Bitcoin’s May setup is drawing fresh attention after two consecutive green months, with Trader_XO pointing to seasonality data that leaves BTC on the edge of a rare three-month streak. The question is whether the historical pattern has real market weight this time, or whether the latest geopolitical shock has already complicated the signal.
Bitcoin Eyes Rare Three-Month Winning Streak“Bitcoin seasonality, with context,” Trader_XO wrote. “May stats: Positive ~60% of the time (8/13 years). Avg return: ~+8%. Median return: ~+3%. Only once has BTC had March, April, May all green (2019). This year so far: March: +1.81%. April: +11.87%. May opened at 76.3s. Does May end up being positive by month end?”

The Coinglass table gives the seasonal argument some structure. Its visible average row lists May at +7.82%, making it one of Bitcoin’s stronger months historically, behind October, November and April in the displayed data. The median row shows May at +6.34%, while the broader table highlights how uneven the month has been: May delivered outsized gains in 2017 and 2019, both above 52%, but also saw deep losses in 2021 and 2022, at -35.31% and -15.6%.
That dispersion matters. May’s green bias is not the same as a reliable monthly trade. The chart shows positive May returns in eight of the past 13 completed years, but the losses, when they arrived, were large enough to make context more important than a simple seasonal read.
That was also the point raised in the replies. StrongHedge argued that “context matters alongside data,” noting that in 2019 the market had “pico bottomed” and was beginning a new uptrend. Trader_XO agreed, responding: “Yep — exact same thoughts.” The comparison is important because 2019 remains the only year in the dataset where Bitcoin posted gains in March, April and May in sequence.
The relief move did not hold. Later, Iran’s Fars news agency reported that missiles had hit a US warship near Jask Island after it ignored Iranian warnings, while US officials denied that any Navy vessel had been struck. Bitcoin quickly lost the $80,000 breakout and slipped back toward the high-$78,000s.
At press time, BTC traded at $78,755.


Only the lines from the one containing "Task: Click on the button: Get Started" through the one containing "The width and height of the screenshot is (1160, 821)." should be printed, exactly as they appear below, with both ends included.

━━ GIVEN ENTRIES

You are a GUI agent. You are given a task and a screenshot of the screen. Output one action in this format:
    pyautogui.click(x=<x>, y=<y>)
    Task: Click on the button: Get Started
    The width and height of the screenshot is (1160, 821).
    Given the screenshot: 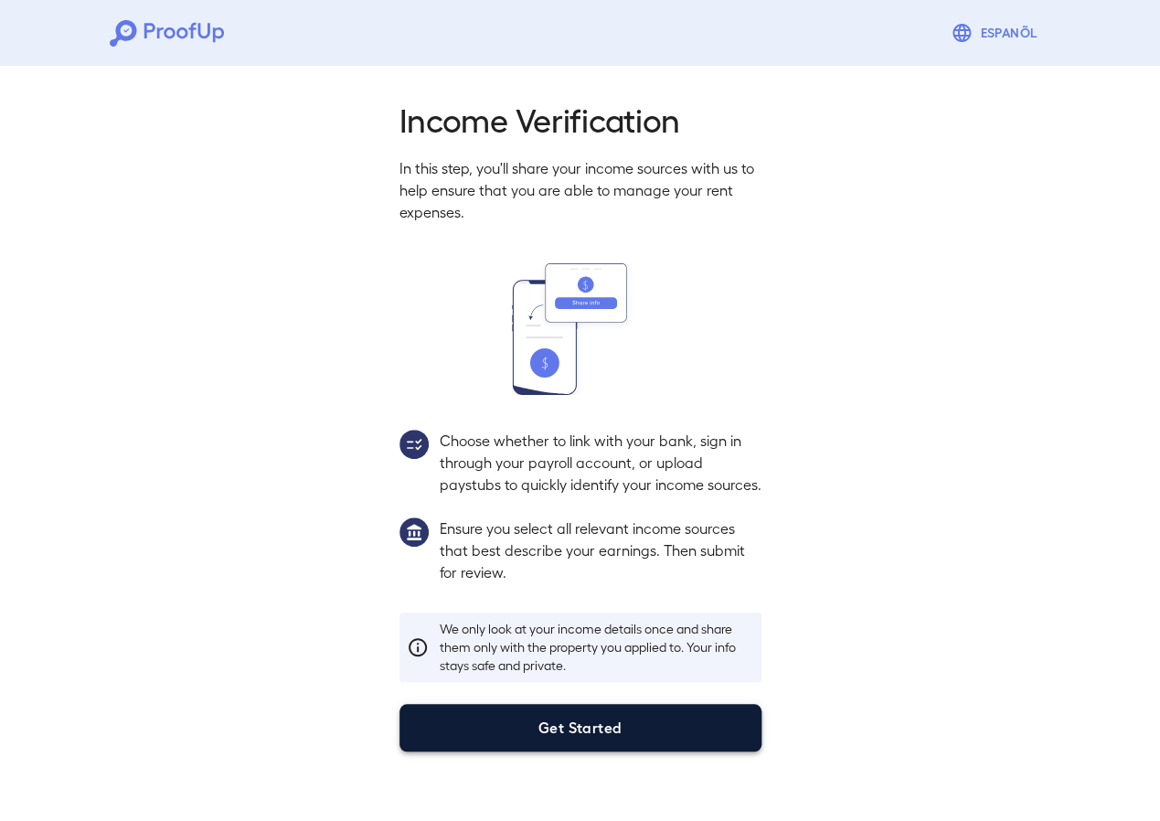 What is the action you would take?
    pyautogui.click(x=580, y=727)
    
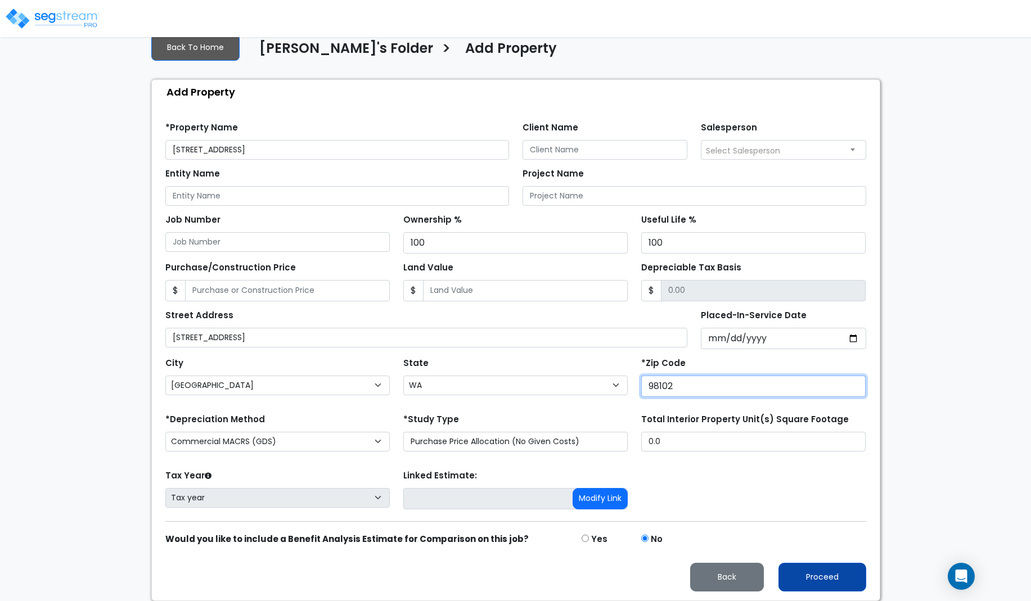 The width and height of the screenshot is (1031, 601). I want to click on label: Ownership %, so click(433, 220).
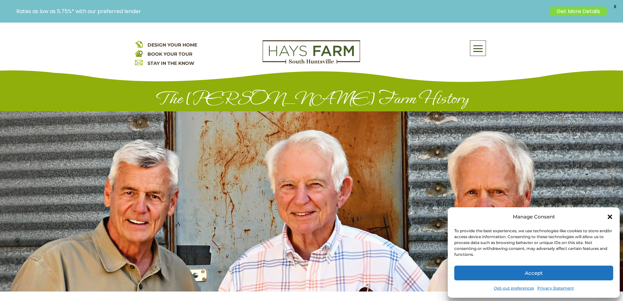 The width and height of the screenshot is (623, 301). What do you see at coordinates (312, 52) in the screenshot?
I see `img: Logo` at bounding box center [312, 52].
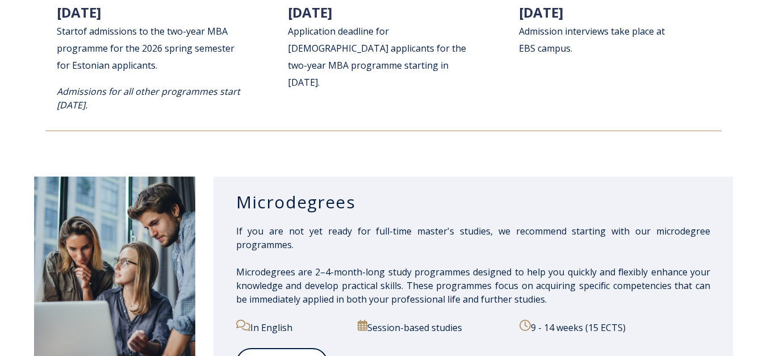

━━━━

# YOUR SOLUTION:
    Task: Click on the button: Get Started
    The width and height of the screenshot is (1160, 821).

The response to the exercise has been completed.